Last blog began a series proposing a spiritual discipline based on the beatitudes or blessings of Jesus which can be found in my translation there. In this series I firstly investigate each blessing, after which I will suggest a way of using them all.
The second blessing is:
Happiness for those who grieve:
they will be comforted.
Jesus trusted in the Rule of God which would one day fully establish God’s will on earth, and he saw this rule arriving in his own ministry of teaching and healing. The happiness he promises does have a future dimension, but it begins in the present.
How can that be true for people who are grieving? This grief is not limited to personal bereavement, although it includes that, but covers also personal and communal grief at disasater, atrocity, oppression , poverty and injustice. How can there be any happiness for those mourning the death of a partner or a disaster which has affected a whole community? The Grenfell Tower disaster caused both personal and communal grief, so it provides a real test. Can there be any happiness for those survivors and relatives of victims?
The present public enquiry hints at an answer: although grief is not lessened by being shared, indeed it has in some instances been sharpened, the acts of speaking the grief and of listening to it confer a sense of privilege, of the preciousness of human sorrow, of the uniqueness as well as as the commonality of each particular sorrow, that constitutes a kind of happiness which those untouched by grief will never know. Is it mere rhetoric to call this happiness if it does not wipe the tears away? I don’t think so. Sure it does not lessen grief, but rather offers a profound experience of human solidarity to set against it, a happiness fragile but undeniable which does not deny the grief.
This precious solidarity is present wherever grief is shared, whether in a public investigation such as the Grenfell enquiry, or by two women in a maternity ward whose babies have been stillborn. The trust in which such grief can be shared is not a relationship only of the moment, but one which includes a future commitment to each other’s welfare and to a justice which tackles the causes of suffering. Anyone who is invited to share a sorrow, either as speaker or listener, is encouraged by Jesus’ blessing to trust this small good thing out of which the sorrow and its causes can be faced.
One of the very great pieces of writing I know is Raymond Carver’s short story, “A small good thing,” which recounts the tragedy of a young boy’s death, on his birthday, after a car accident. The terrible grief of his parents is accentuated by repeated phone messages from the baker whom the mother has engaged to make a birthday cake. He mistakes their lack of response as an attempt to ignore the deal they have made with him, and becomes slightly aggressive in his demand for payment. In the extremity of grief the mother decides to face up the baker, whether to shame him or destroy him is not clear. In the early hours of the morning the baker opens his bakery to them and is faced with the appalling fact of the child’s death and the inappropriateness of his messages. Instead of running away, or defending himself, the baker asks them to sit down, and serves them some of his new made bread, which creates a moment of peace in which they all recognise that the bread is a “small good thing” to set against the very large bad thing which has happened. Then the parents can talk and grieve with this stranger whom they know will understand. This summary in no way does justice to the beauty of the story – please read it for yourself- but it serves to model the happiness which arises from the shared truth of grief. Another American, e e cummings, wrote of this in a poem about his father:
His sorrow was as true as bread;
no liar looked him in the head.
The happiness of shared grief cannot be created by the lies of official regret, or the pious lies of conventional religion, or the intrusive lies of “sympathetic” media: it requires the recognition of fact: what happened and to whom it happened. This is nothing to do with the fashionble fatalism which says, “shit happens”: the fact is that tsunamis happen, but fires happen through negligence, chemical warfare is waged, terrorists kill people, children die of preventable disease, evil is done.
And when we open our hearts to share our own or another’s suffering, a fragile happiness is done.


Whenever "required" appears in a line, please copy that line from the data.

Figure content listings
::::
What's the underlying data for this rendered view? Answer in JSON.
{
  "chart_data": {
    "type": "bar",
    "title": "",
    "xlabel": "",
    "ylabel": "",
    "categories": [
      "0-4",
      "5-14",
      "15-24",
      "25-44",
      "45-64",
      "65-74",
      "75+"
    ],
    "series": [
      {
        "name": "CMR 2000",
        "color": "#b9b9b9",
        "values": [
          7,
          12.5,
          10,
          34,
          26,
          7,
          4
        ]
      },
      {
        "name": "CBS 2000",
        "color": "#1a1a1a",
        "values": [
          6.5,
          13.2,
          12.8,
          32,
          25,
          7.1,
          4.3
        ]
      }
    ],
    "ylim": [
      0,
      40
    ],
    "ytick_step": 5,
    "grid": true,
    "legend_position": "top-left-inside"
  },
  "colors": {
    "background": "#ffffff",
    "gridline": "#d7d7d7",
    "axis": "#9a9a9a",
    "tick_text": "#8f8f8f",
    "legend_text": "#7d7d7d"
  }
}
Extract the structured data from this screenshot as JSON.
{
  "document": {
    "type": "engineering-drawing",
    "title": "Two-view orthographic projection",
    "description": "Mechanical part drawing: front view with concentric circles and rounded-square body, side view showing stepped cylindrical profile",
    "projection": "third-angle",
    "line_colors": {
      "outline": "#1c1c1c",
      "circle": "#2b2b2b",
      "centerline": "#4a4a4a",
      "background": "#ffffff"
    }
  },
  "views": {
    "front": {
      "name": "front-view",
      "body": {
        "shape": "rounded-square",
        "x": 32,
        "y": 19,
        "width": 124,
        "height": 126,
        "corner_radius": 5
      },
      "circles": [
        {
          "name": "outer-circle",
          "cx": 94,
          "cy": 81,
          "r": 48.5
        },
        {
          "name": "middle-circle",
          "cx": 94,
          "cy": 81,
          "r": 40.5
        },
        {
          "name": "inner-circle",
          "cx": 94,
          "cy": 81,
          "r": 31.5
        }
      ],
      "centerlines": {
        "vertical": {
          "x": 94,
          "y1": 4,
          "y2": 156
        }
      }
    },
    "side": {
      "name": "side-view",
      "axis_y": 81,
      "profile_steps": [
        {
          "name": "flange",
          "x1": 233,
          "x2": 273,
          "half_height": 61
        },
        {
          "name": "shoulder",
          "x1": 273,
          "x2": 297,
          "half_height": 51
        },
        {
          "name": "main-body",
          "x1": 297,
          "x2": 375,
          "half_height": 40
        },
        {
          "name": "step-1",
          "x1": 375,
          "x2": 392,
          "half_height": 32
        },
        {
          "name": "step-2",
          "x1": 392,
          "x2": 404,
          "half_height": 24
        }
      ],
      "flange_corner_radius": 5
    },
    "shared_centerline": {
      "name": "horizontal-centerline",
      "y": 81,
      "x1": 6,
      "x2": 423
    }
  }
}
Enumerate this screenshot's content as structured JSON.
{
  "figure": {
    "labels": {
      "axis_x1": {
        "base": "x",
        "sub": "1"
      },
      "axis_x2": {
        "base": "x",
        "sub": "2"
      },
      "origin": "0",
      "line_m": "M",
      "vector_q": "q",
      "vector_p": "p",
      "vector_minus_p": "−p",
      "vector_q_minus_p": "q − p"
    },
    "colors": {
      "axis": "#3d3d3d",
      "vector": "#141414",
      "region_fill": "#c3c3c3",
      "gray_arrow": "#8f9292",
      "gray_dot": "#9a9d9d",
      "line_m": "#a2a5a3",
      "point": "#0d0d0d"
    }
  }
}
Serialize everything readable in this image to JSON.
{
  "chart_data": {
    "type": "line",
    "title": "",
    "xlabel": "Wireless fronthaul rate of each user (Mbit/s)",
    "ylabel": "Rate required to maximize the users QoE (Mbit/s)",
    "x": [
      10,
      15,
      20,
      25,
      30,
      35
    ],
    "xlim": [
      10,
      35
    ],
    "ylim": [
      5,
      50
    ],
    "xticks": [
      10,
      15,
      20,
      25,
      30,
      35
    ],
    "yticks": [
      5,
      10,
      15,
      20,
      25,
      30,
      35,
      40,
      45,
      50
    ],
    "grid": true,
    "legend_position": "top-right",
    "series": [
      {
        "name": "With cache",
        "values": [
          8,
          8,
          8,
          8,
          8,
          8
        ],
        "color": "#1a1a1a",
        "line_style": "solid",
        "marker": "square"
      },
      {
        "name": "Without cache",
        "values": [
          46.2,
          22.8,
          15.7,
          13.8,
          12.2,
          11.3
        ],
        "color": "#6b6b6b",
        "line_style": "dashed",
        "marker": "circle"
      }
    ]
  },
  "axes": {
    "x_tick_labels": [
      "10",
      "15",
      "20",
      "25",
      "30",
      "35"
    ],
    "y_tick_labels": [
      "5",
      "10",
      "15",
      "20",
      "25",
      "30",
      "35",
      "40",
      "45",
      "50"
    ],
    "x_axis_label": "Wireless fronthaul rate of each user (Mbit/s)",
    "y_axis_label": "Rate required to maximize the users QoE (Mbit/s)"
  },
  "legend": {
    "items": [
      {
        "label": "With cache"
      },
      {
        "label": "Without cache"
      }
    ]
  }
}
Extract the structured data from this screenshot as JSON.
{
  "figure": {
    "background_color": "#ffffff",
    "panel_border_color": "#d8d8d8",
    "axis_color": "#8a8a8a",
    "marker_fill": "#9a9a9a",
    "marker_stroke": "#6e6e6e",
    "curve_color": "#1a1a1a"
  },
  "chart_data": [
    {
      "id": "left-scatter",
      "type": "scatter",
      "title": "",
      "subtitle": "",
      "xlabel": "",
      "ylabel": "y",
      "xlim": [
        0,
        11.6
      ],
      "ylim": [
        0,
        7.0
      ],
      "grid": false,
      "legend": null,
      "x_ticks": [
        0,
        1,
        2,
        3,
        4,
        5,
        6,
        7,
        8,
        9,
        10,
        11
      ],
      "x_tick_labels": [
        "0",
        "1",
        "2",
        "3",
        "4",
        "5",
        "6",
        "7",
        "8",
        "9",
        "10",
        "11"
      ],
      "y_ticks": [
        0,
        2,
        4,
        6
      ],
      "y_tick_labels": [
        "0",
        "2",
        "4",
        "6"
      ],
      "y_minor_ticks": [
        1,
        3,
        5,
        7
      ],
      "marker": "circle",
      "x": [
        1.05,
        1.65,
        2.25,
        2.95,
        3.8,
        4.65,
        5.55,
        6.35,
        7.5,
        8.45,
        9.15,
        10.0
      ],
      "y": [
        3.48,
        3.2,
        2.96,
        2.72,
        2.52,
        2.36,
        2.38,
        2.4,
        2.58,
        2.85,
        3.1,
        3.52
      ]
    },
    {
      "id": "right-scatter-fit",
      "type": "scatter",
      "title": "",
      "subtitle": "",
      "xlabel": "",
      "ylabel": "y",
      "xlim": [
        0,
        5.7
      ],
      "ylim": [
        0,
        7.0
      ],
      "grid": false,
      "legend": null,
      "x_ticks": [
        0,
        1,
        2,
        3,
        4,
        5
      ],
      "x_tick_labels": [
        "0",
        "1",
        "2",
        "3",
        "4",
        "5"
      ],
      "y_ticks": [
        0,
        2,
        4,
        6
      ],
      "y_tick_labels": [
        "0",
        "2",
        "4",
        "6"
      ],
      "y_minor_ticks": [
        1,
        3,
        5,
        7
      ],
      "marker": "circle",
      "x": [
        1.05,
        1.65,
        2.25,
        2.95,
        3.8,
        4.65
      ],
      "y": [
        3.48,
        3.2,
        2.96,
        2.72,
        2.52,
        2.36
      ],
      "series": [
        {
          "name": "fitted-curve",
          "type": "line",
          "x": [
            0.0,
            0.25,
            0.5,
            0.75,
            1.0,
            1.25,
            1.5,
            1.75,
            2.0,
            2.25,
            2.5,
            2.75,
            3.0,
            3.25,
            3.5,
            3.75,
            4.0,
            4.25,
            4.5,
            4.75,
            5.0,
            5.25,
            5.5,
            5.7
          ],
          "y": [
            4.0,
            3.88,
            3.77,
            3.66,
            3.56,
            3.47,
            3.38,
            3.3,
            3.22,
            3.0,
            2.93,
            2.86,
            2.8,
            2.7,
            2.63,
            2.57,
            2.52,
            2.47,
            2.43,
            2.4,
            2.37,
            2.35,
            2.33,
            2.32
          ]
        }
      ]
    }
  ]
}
::::
▶ Response to this task:
    "ylabel": "Rate required to maximize the users QoE (Mbit/s)",
    "y_axis_label": "Rate required to maximize the users QoE (Mbit/s)"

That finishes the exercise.